Cacher et Voir, Elliott Chemena’s 12 minute 8 millimeter study of a Japanese garden near the Hague, offers us an elegant portrait of a beautiful place. We get to know the garden in two different seasons, first in the spring, and then fall. The grainy quality of the film print recalls the tactile feel of Japanese brush paintings. Although the garden is periodically open to the public, in the film, a heron and a goat are the only inhabitants. The electronic score, by John Elliot, combines bell-like tones with longer, sustained notes. The music creates a hushed, magical sense of a place where quiet moments of beauty are continually revealed.
The garden is designed to carefully evoke the flowing forms of nature, but it does so in a highly formal way: the tortuous branches of cherry trees are carefully set apart, contrasting with the bushy abundance of Japanese maples behind them. A flowing stream marks a definite boundary, and is accented with a tiny, curved bridge. There are carefully placed small shrines and sacred sculptures, which exemplify the Japanese idea of a garden as an ideal place for spiritual contemplation.
At times, the intensely saturated green of the dense foliage in the spring sections, accentuated by the film stock, makes the images feel almost under-water. By contrast, the Fall footage, with partially bare branches and dry fallen leaves, feels altogether lighter, drier, and more open. Brown mushrooms have sprung up among the grass. Since both sections are comprised of the same places, the same shrines, groves, streams, the seasonal differences in the light and the color palette are striking.
Chemana's calm, hand-held camerawork guides the film, and his curious eye is attuned to the contemplative mood of the garden. Much of the film is concerned with things seen through other things: sunlight or clouds through the leaves, flowering shrubs seen through a grove of trees with twisted trunks, Buddha figures seen within small shrines. The garden design invites the visitor to explore, to walk around and discover hidden treasures. As the title suggests, small, unexpected delights are constantly coming into view. Chemana’s garden portrait does not merely show us what the garden looks like, it captures the textures, rhythms, and heightened sensuality of time spent there.
My articles on experimental film are freely available to all, but are supported by monthly and annual donations from readers. Please consider becoming a paid subscriber to support my work. Thank you.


**Exercise brief:** A single number is the expected answer: the count of lines in the records below that contain "true".
[Material for this exercise — start]
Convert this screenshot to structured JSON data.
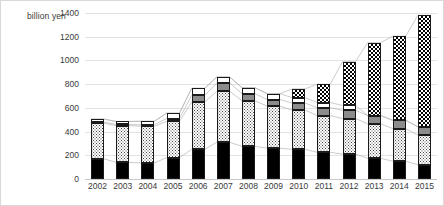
{
  "chart_data": {
    "type": "bar",
    "title": "",
    "subtitle": "",
    "xlabel": "",
    "ylabel": "billion yen",
    "ylim": [
      0,
      1400
    ],
    "ytick_step": 200,
    "yticks": [
      1400,
      1200,
      1000,
      800,
      600,
      400,
      200,
      0
    ],
    "grid": true,
    "legend": "none",
    "stacked": true,
    "connectors": true,
    "categories": [
      "2002",
      "2003",
      "2004",
      "2005",
      "2006",
      "2007",
      "2008",
      "2009",
      "2010",
      "2011",
      "2012",
      "2013",
      "2014",
      "2015"
    ],
    "series": [
      {
        "name": "segment-1",
        "pattern": "black",
        "values": [
          170,
          140,
          135,
          180,
          250,
          310,
          275,
          260,
          250,
          225,
          210,
          175,
          150,
          120
        ]
      },
      {
        "name": "segment-2",
        "pattern": "dotted",
        "values": [
          300,
          310,
          310,
          305,
          400,
          430,
          385,
          355,
          330,
          310,
          300,
          290,
          275,
          250
        ]
      },
      {
        "name": "segment-3",
        "pattern": "gray",
        "values": [
          10,
          10,
          12,
          25,
          55,
          70,
          60,
          55,
          60,
          65,
          70,
          70,
          70,
          70
        ]
      },
      {
        "name": "segment-4",
        "pattern": "white",
        "values": [
          25,
          25,
          30,
          45,
          60,
          50,
          50,
          50,
          45,
          45,
          40,
          0,
          0,
          0
        ]
      },
      {
        "name": "segment-5",
        "pattern": "checkered",
        "values": [
          0,
          0,
          0,
          0,
          0,
          0,
          0,
          0,
          75,
          155,
          370,
          615,
          710,
          940
        ]
      }
    ],
    "totals": [
      505,
      485,
      487,
      555,
      765,
      860,
      770,
      720,
      760,
      800,
      990,
      1150,
      1205,
      1380
    ]
  },
  "axis": {
    "y_label_text": "billion yen"
  }
}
[Material for this exercise — finish]
**Exercise output:** 3